Thanks for the valuable comments. We appreciate the recognition of our work and have addressed each of the reviewers’ concerns as follows.

  1. Regarding the relevant work and comparison with SOTA methods (R1&R2&R3): As mentioned in the introduction, our study is the first to address the discrepancy in tracer uptake between PET-MR and PET-CT, a phenomenon often overlooked in clinical practice, and no previous studies have focused on this discrepancy or proposed a correction method. Therefore, our work is the first to highlight this issue and provide a feasible correction solution. We framed the tracer uptake correction problem as a low-level vision issue and compared it with SOTA image restoration (IR) methods widely used in natural images (SwinIR, Restormer).

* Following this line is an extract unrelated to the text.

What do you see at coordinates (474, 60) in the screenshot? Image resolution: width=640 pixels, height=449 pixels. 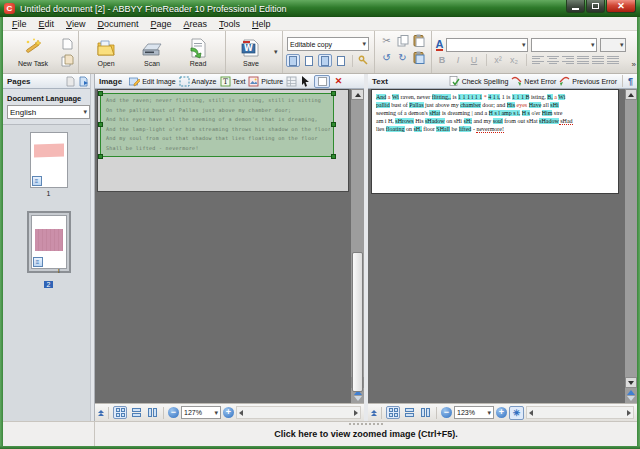 I see `underline-button: U` at bounding box center [474, 60].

Additionally, we compared it with an advanced unified medical IR technique (AMIR) and a multi-center PET denoising study in the PET field (DRMC). By employing 5-fold cross-validation, our model achieved the best results in quantitative metrics (PSNR/SSIM) while also having the smallest computational complexity and the fastest inference speed. A more detailed analysis will be provided in the extended journal version.
  2. Regarding the results analysis and clinical applicability (R1&R2&R3): We sincerely appreciate the reviewers’ attention to the clinical applicability of our study. In our current results, we observed that the model performed significant corrections for the AV1 and TAU tracers, while the correction for the FDG tracer was relatively minor (Fig.3). This phenomenon highlights the tracer-specific discrepancies in PET-MR imaging (as mentioned in the introduction): compared to the PET-CT gold standard, PET-MR results for AV1 and TAU tracers exhibited statistically significant differences across multiple brain regions, while FDG tracer data showed detectable statistical differences only in a limited number of brain areas. Our method effectively reduces the statistical differences between PET-MR and PET-CT across various brain regions (Fig.1). Handling images of unseen tracers is likely the greatest challenge for the model. However, we have recently collected preliminary data on AV45, and we found that the model generalized well to unseen tracers, performing effective corrections. We will provide a more detailed analysis in the extended version.
  3. Regarding the limitation of the small paired dataset (R2&R3): We acknowledge this limitation. Since this is the first study addressing this issue, we prospectively collected 70 paired PET-CT and PET-MR datasets. Paired data is the most direct and accurate method for evaluating the correction performance of the model. However, the collection of such data is challenging. To mitigate this, we employed a 5-fold cross-validation to objectively assess the model’s correction effectiveness. Of course, we are actively collecting a larger set of data to more comprehensively validate the model’s performance and generalization capability.
  4. Regarding the number of experts in MsPRM (R2): We appreciate the reviewer’s insightful question. The number of experts in the MsPR module (N=7) is not directly related to the number of tracers. The initial design of MsPR takes into account that different tracers exhibit varying uptake patterns, which can lead to inter-tracer interference in the shared network parameters. Therefore, the primary purpose of MsPR is to eliminate this interference. The MsPR module assigns each pixel from the input PET-MR image to the most suitable top-K multi-scale expert networks based on routing instructions. The reason we chose N=7 is that, unlike traditional multi-scale designs that rely on repeated downsampling, we found that combining both upsampling and downsampling better captures fine-grained features. Consequently, we performed three rounds of upsampling and downsampling while preserving the original scale. Due to page constraints, we will provide a more detailed comparative analysis in the extended version.




Meta-Review

Meta-review #1

  • Your recommendation

    Provisional Accept

  • If your recommendation is “Provisional Reject”, then summarize the factors that went into this decision. In case you deviate from the reviewers’ recommendations, explain in detail the reasons why. You do not need to provide a justification for a recommendation of “Provisional Accept” or “Invite for Rebuttal”.